A Quote by David Lindsay-Abaire

I'm a playwright by trade, and in theater, writers have complete control over everything. Nobody can change a word without your permission. I've had a couple screenwriting experiences that weren't terrible, but they were typical, where executives came in and gave you sometimes good notes and sometimes horrible notes - but they wanted to change the movie that everybody had agreed to make. After a couple of times, it's like, "Why are we doing this?" The story is not going to turn out very good when 13 people are writing it together.
When that word came down that the company had decided that we were going to go theatrical, we hooped and hollered and wahooed and all of that stuff, but the good thing is we didn't have to change anything. It's not like all of a sudden we had to reset, like "Oh my gosh, we're going to theater. We've got to make this better. We've got to make this bigger. We've got to add..." It was all done.
My first couple of years in the league left me very unstable. I had some times where I played well, and I had some times were I really did not get the opportunity. After Rick Pitino gave up on me my first year, people were like, 'He can't play.' So I had to get over that hump.
I've always had a saying, 'Change is good.' I don't shy away from it, I embrace it. Make the most out of everything. Sometimes change is a blessing in disguise.
I was always confident in my ability, I was always confident in the talent that I had, and I felt WWE was a very good fit for me. After it didn't happen for a couple of years and I had a knee surgery and everything, there were times I had doubts.
There are a couple of writers I admired who were very good at giving the character's emotion without stating what that emotion was. Not saying "He was feeling tense," instead saying, "His hand squeezed harder on the chair arm," as if staying outside the guy. I wanted to try doing that. I wanted to have a really emotional story in which the characters' emotions are never straight - out told to you, but you get it.
In high school, my friend and I discovered that your cable-access station had to let you do whatever you wanted - it was like the Wild West. We made a couple weird things, like a tribute to the Zucker brothers, where we had a panel discussion about the Naked Gun movies. We wrote a script and made jokes that I'm sure were terrible and showed clips of The Naked Gun without permission.

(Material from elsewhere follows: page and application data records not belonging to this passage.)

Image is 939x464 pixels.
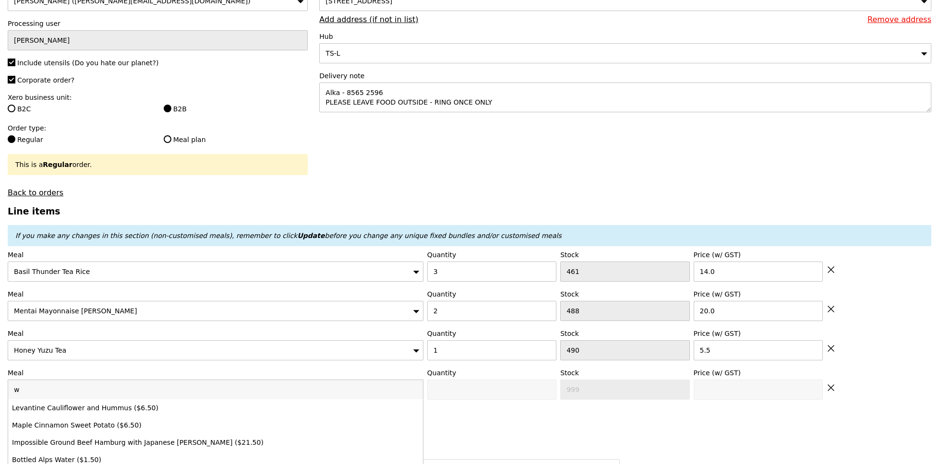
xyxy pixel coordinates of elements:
label: Price (w/ GST) [693,289,822,299]
h4: Unique Fixed Bundles [8,427,931,436]
label: Meal plan [164,135,308,144]
span: TS-L [325,49,340,57]
div: Maple Cinnamon Sweet Potato ($6.50) [12,420,317,430]
label: Stock [560,289,689,299]
input: Regular [8,135,15,143]
span: Include utensils (Do you hate our planet?) [17,59,158,67]
label: Hub [319,32,931,41]
label: Price (w/ GST) [693,329,822,338]
label: Stock [560,368,689,378]
label: Price (w/ GST) [693,250,822,260]
label: Meal [8,329,423,338]
em: If you make any changes in this section (non-customised meals), remember to click before you chan... [15,232,561,239]
div: Impossible Ground Beef Hamburg with Japanese [PERSON_NAME] ($21.50) [12,438,317,447]
label: Stock [560,250,689,260]
label: Meal [8,368,423,378]
input: B2B [164,105,171,112]
label: Regular [8,135,152,144]
input: B2C [8,105,15,112]
div: Levantine Cauliflower and Hummus ($6.50) [12,403,317,413]
a: Add address (if not in list) [319,15,418,24]
label: Quantity [427,329,556,338]
a: Remove address [867,15,931,24]
label: Meal [8,289,423,299]
label: Delivery note [319,71,931,81]
label: Quantity [427,289,556,299]
label: B2B [164,104,308,114]
b: Regular [43,161,72,168]
input: Meal plan [164,135,171,143]
a: Back to orders [8,188,63,197]
h3: Line items [8,206,931,216]
span: Honey Yuzu Tea [14,346,66,354]
span: Corporate order? [17,76,74,84]
div: This is a order. [15,160,300,169]
label: Quantity [427,368,556,378]
label: Order type: [8,123,308,133]
label: Meal [8,250,423,260]
label: Quantity [427,250,556,260]
b: Update [297,232,324,239]
span: Mentai Mayonnaise [PERSON_NAME] [14,307,137,315]
label: Stock [560,329,689,338]
label: B2C [8,104,152,114]
label: Xero business unit: [8,93,308,102]
input: Include utensils (Do you hate our planet?) [8,59,15,66]
label: Price (w/ GST) [693,368,822,378]
input: Corporate order? [8,76,15,83]
label: Processing user [8,19,308,28]
span: Basil Thunder Tea Rice [14,268,90,275]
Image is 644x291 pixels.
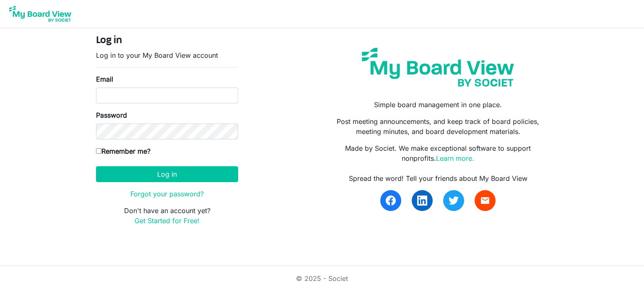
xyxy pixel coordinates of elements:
[96,50,238,60] p: Log in to your My Board View account
[96,146,151,156] label: Remember me?
[296,275,348,283] a: © 2025 - Societ
[449,196,459,206] img: twitter.svg
[96,74,113,84] label: Email
[135,217,200,225] a: Get Started for Free!
[386,196,396,206] img: facebook.svg
[328,173,548,184] div: Spread the word! Tell your friends about My Board View
[328,100,548,110] p: Simple board management in one place.
[96,166,238,182] button: Log in
[355,42,520,93] img: my-board-view-societ.svg
[130,190,204,198] a: Forgot your password?
[96,206,238,226] p: Don't have an account yet?
[328,144,548,163] p: Made by Societ. We make exceptional software to support nonprofits.
[480,196,490,206] span: email
[96,110,127,120] label: Password
[6,3,74,24] img: My Board View Logo
[96,35,238,47] h4: Log in
[417,196,427,206] img: linkedin.svg
[96,148,101,154] input: Remember me?
[436,154,474,162] a: Learn more.
[475,190,495,211] a: email
[328,117,548,137] p: Post meeting announcements, and keep track of board policies, meeting minutes, and board developm...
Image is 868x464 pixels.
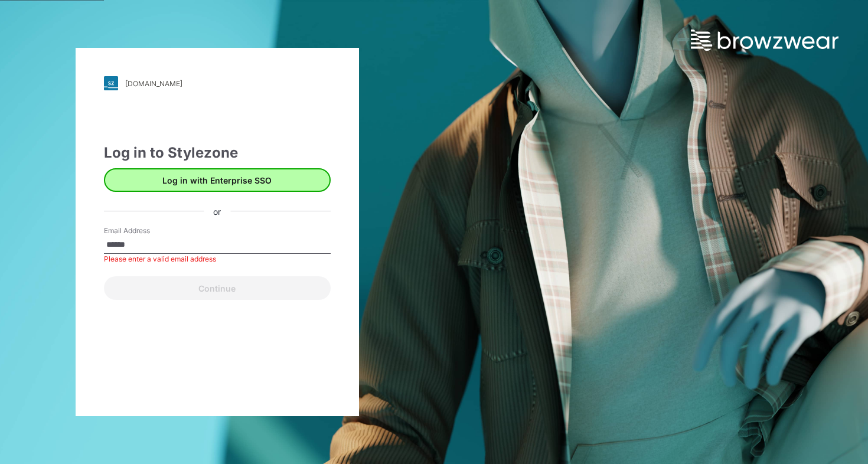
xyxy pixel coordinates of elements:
a: [DOMAIN_NAME] [104,76,331,90]
div: [DOMAIN_NAME] [125,79,183,88]
label: Email Address [104,225,187,236]
div: or [204,205,231,217]
img: stylezone-logo.562084cfcfab977791bfbf7441f1a819.svg [104,76,118,90]
div: Log in to Stylezone [104,142,331,164]
button: Log in with Enterprise SSO [104,168,331,192]
div: Please enter a valid email address [104,254,331,265]
img: browzwear-logo.e42bd6dac1945053ebaf764b6aa21510.svg [691,29,839,51]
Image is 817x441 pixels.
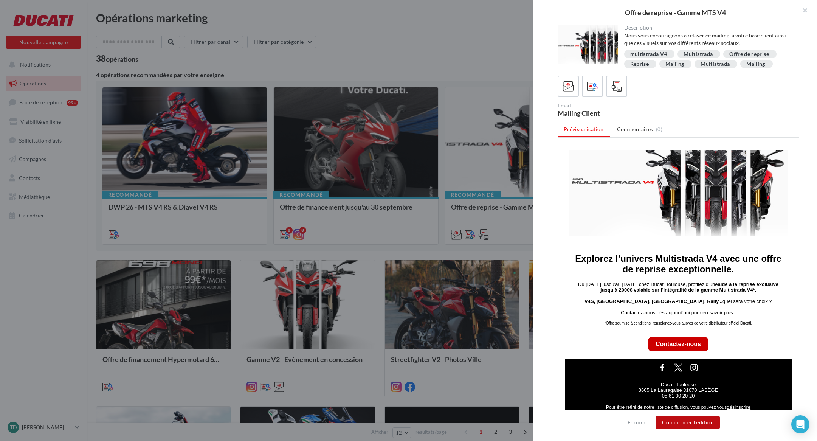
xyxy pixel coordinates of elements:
[617,125,653,133] span: Commentaires
[81,237,160,243] span: 3605 La Lauragaise 31670 LABÈGE
[557,110,675,116] div: Mailing Client
[683,51,712,57] div: Multistrada
[624,418,648,427] button: Fermer
[791,415,809,433] div: Open Intercom Messenger
[557,103,675,108] div: Email
[27,149,165,154] strong: V4S, [GEOGRAPHIC_DATA], [GEOGRAPHIC_DATA], Rally...
[13,131,228,143] p: Du [DATE] jusqu'au [DATE] chez Ducati Toulouse, profitez d’une
[729,51,769,57] div: Offre de reprise
[197,137,199,143] strong: .
[130,212,142,224] img: instagram
[545,9,804,16] div: Offre de reprise - Gamme MTS V4
[746,61,764,67] div: Mailing
[98,191,143,198] a: Contactez-nous
[630,61,648,67] div: Reprise
[17,104,224,124] strong: Explorez l’univers Multistrada V4 avec une offre de reprise exceptionnelle.
[13,149,228,154] p: quel sera votre choix ?
[48,255,169,260] span: Pour être retiré de notre liste de diffusion, vous pouvez vous
[656,416,719,429] button: Commencer l'édition
[656,126,662,132] span: (0)
[624,25,793,30] div: Description
[47,171,194,175] span: *Offre soumise à conditions, renseignez-vous auprès de votre distributeur officiel Ducati.
[665,61,684,67] div: Mailing
[700,61,729,67] div: Multistrada
[99,212,111,224] img: facebook
[104,243,137,249] span: 05 61 00 20 20
[103,232,138,237] span: Ducati Toulouse
[630,51,667,57] div: multistrada V4
[169,254,193,260] a: désinscrire
[114,212,127,224] img: twitter
[13,160,228,166] p: Contactez-nous dès aujourd’hui pour en savoir plus !
[624,32,793,47] div: Nous vous encourageons à relayer ce mailing à votre base client ainsi que ces visuels sur vos dif...
[43,131,221,143] strong: aide à la reprise exclusive jusqu'à 2000€ valable sur l'intégralité de la gamme Multistrada V4*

We had to communicate through our lawyers a couple of times over the years, and [David Petraeus] told me that people have been like, "Good job, Dave." Congratulating him. That's the double standard. I've concluded that sharing it won't change anything.
You get notes from two studios and a network instead of a studio and a network. Although we early on forced them all to do their notes together. I make them all talk to each other first. Because we went through the pains of getting notes from ABC and at the time it was Touchstone, that were opposite - and then CBS notes that were opposite again. So it was, you guys are going to have to work it out as to what is the most important note.

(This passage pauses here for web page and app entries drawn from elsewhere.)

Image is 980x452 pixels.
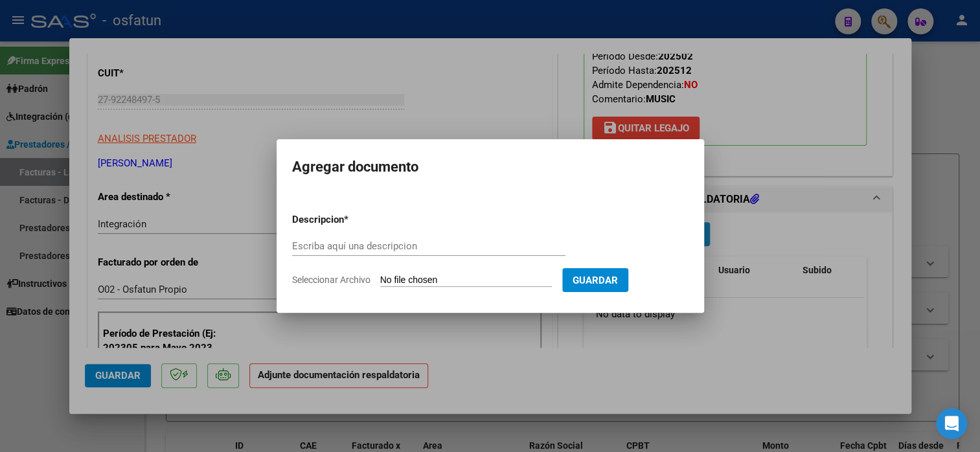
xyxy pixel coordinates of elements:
[292,274,371,285] span: Seleccionar Archivo
[936,408,967,439] div: Open Intercom Messenger
[292,155,688,179] h2: Agregar documento
[572,274,618,286] span: Guardar
[292,212,411,227] p: Descripcion
[563,268,629,292] button: Guardar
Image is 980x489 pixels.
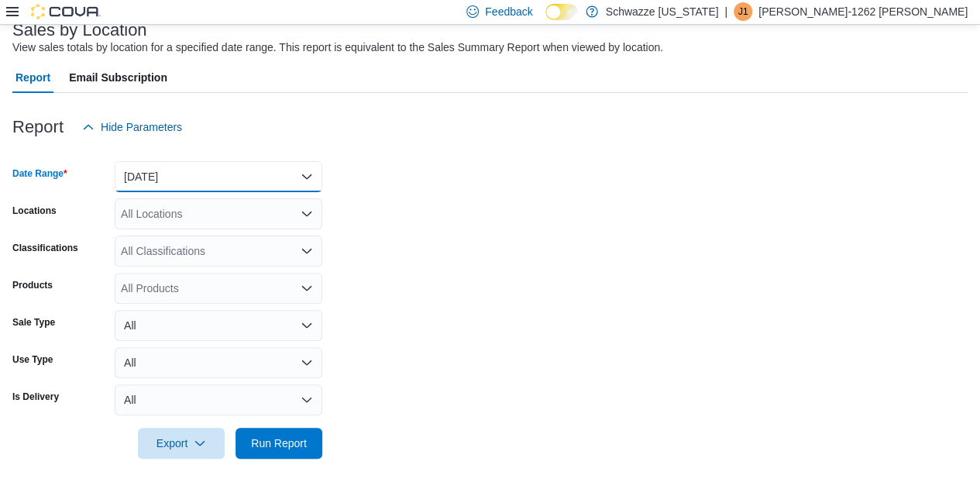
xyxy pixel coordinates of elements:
[13,204,57,217] label: Locations
[300,282,313,295] button: Open list of options
[76,112,189,142] button: Hide Parameters
[300,244,313,257] button: Open list of options
[606,2,719,21] p: Schwazze [US_STATE]
[13,279,53,292] label: Products
[147,427,216,458] span: Export
[115,310,322,341] button: All
[734,2,753,21] div: Jeremy-1262 Goins
[546,4,578,20] input: Dark Mode
[13,167,67,180] label: Date Range
[738,2,749,21] span: J1
[485,4,532,19] span: Feedback
[236,427,322,458] button: Run Report
[101,119,182,135] span: Hide Parameters
[13,21,147,39] h3: Sales by Location
[13,39,663,56] div: View sales totals by location for a specified date range. This report is equivalent to the Sales ...
[15,62,50,93] span: Report
[13,353,53,366] label: Use Type
[115,161,322,193] button: [DATE]
[31,4,101,19] img: Cova
[13,316,55,328] label: Sale Type
[138,427,224,458] button: Export
[759,2,967,21] p: [PERSON_NAME]-1262 [PERSON_NAME]
[300,208,313,220] button: Open list of options
[13,242,78,254] label: Classifications
[251,435,307,450] span: Run Report
[115,384,322,415] button: All
[13,391,59,403] label: Is Delivery
[69,62,168,93] span: Email Subscription
[13,117,64,137] h3: Report
[115,347,322,378] button: All
[725,2,728,21] p: |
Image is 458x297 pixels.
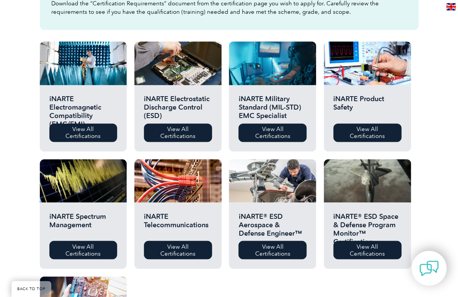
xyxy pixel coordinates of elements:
img: en [446,3,456,10]
a: View All Certifications [239,240,307,259]
h2: iNARTE Spectrum Management [49,212,118,235]
a: View All Certifications [49,240,118,259]
a: View All Certifications [333,123,402,142]
img: contact-chat.png [420,258,439,278]
h2: iNARTE Electrostatic Discharge Control (ESD) [144,95,212,118]
h2: iNARTE® ESD Space & Defense Program Monitor™ Certification [333,212,402,235]
h2: iNARTE Military Standard (MIL-STD) EMC Specialist [239,95,307,118]
h2: iNARTE Telecommunications [144,212,212,235]
a: View All Certifications [333,240,402,259]
h2: iNARTE Product Safety [333,95,402,118]
a: View All Certifications [144,240,212,259]
a: View All Certifications [144,123,212,142]
a: View All Certifications [239,123,307,142]
a: View All Certifications [49,123,118,142]
h2: iNARTE® ESD Aerospace & Defense Engineer™ [239,212,307,235]
a: BACK TO TOP [11,281,51,297]
h2: iNARTE Electromagnetic Compatibility (EMC/EMI) [49,95,118,118]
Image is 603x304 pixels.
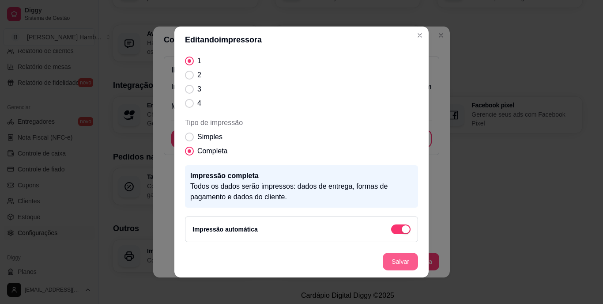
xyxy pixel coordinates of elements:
span: 1 [197,56,201,66]
button: Close [413,28,427,42]
button: Salvar [383,252,418,270]
span: 3 [197,84,201,94]
div: Tipo de impressão [185,117,418,156]
span: 2 [197,70,201,80]
header: Editando impressora [174,26,428,53]
span: Simples [197,131,222,142]
span: Tipo de impressão [185,117,418,128]
p: Impressão completa [190,170,413,181]
span: Completa [197,146,227,156]
div: Número de cópias [185,41,418,109]
span: 4 [197,98,201,109]
p: Todos os dados serão impressos: dados de entrega, formas de pagamento e dados do cliente. [190,181,413,202]
label: Impressão automática [192,225,258,233]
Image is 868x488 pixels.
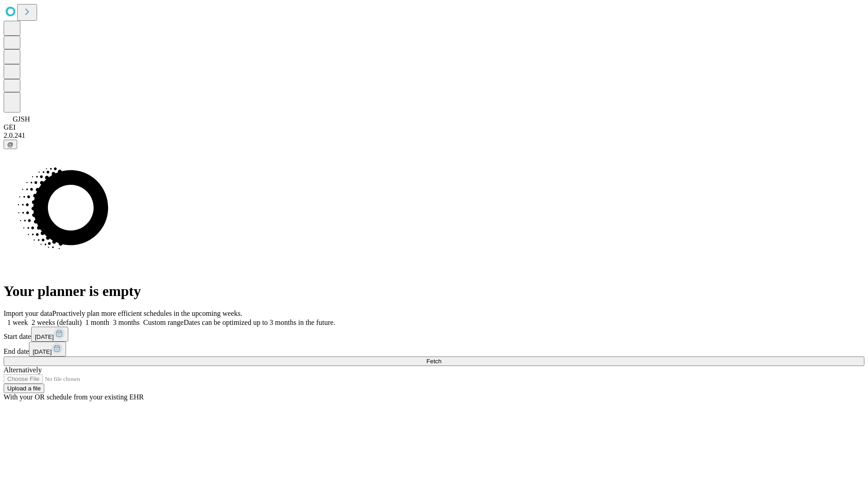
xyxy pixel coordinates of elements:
h1: Your planner is empty [3,283,865,300]
div: 2.0.241 [3,132,865,140]
span: @ [7,141,14,148]
span: 3 months [113,318,140,326]
span: Dates can be optimized up to 3 months in the future. [183,318,335,326]
button: [DATE] [31,327,68,342]
button: Upload a file [3,384,45,393]
div: GEI [3,123,865,132]
span: [DATE] [35,334,54,341]
span: Proactively plan more efficient schedules in the upcoming weeks. [52,310,242,318]
span: Import your data [3,310,52,318]
span: Fetch [426,358,441,365]
span: 1 week [7,318,28,326]
div: Start date [3,327,865,342]
button: [DATE] [29,342,66,357]
span: With your OR schedule from your existing EHR [3,393,144,401]
span: Alternatively [3,366,42,374]
div: End date [3,342,865,357]
span: 1 month [86,318,110,326]
button: @ [3,140,17,149]
span: [DATE] [33,348,51,355]
button: Fetch [3,357,865,366]
span: 2 weeks (default) [32,318,82,326]
span: GJSH [13,116,30,123]
span: Custom range [143,318,183,326]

I think being an editor really helped me take other people's notes on my writing. I'd get a note like 'It's too wet' or 'The first couple chapters are good, but then the rest of the pages were so wet that they were completely illegible' or 'Did you dip this in Sprite? This smells like Sprite. Why would you dip your novel in Sprite?' And instead of pushing back, I'd listen. That's an incredibly important skill for a young writer to have.
I told my friend - we were working on a movie together - and he gave me a script and asked me to give him notes. And they were all male characters, and I said, "You know what would make this character more interesting?" And he asked what - and it's this road trip between three guys, basically, one older man, one 30-year-old and a 13-year-old mechanic. And I said, "If you make the 13-year-old a girl, and you make her an Indian-American mechanic." And he said, "What do you mean?" And I said, "Yeah, don't change anything in the script about him, and just make it a her."

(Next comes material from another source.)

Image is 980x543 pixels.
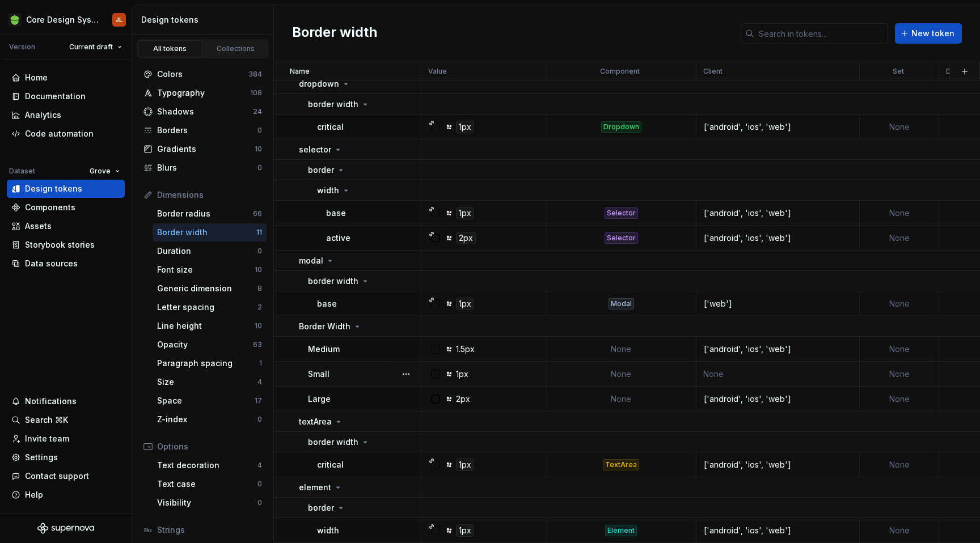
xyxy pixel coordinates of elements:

I wanted to feel good about the way I looked. I didn't understand why style had to be sacrificed for sports technology. I found when going to the gym women were wearing their own tees, without the technology. I started to think, does it make you run faster if you wear that terrible color or sweat less if you wear that horrible fabric? And I challenged it, and the answers were not there to why we were being given poor design work. It was something I wanted to bring to women's wardrobes.
What happened was I was a songwriter on Quincy Jones' publishing company, Qwest, for two and a half years before I gave him the song for Michael Jackson. He had a meeting with the songwriters. I think there were about six of us on the West Coast and we all had a meeting at his house where he sort of gave us an outline of what he wanted. To finish this BAD album Jones needed one more song to round out the album. I took notes and then I then took my notes to my writing partner Glen Ballard.
You can't plan for people to like your movies. I knew that people were not going to run in droves to the theater for the 'In the Valley of Elah.' I knew they might not want to see it, but I still had to the movie; I felt very strongly about it. Wanting to keep telling a good story is what you want to do, a compelling story.
Sometimes a couple notes are worth a thousand words.
I wanted to play piano, and that slid quickly into writing - it wasn't enough to play other people's notes: I had to write notes too.
When you left this one theater in Norfolk, the actors had to walk through the lobby to get out to the street. People would see you and say nice things, tell you that you were good. So, pretty soon I'm pretending to forget things backstage, going through the lobby a couple of times.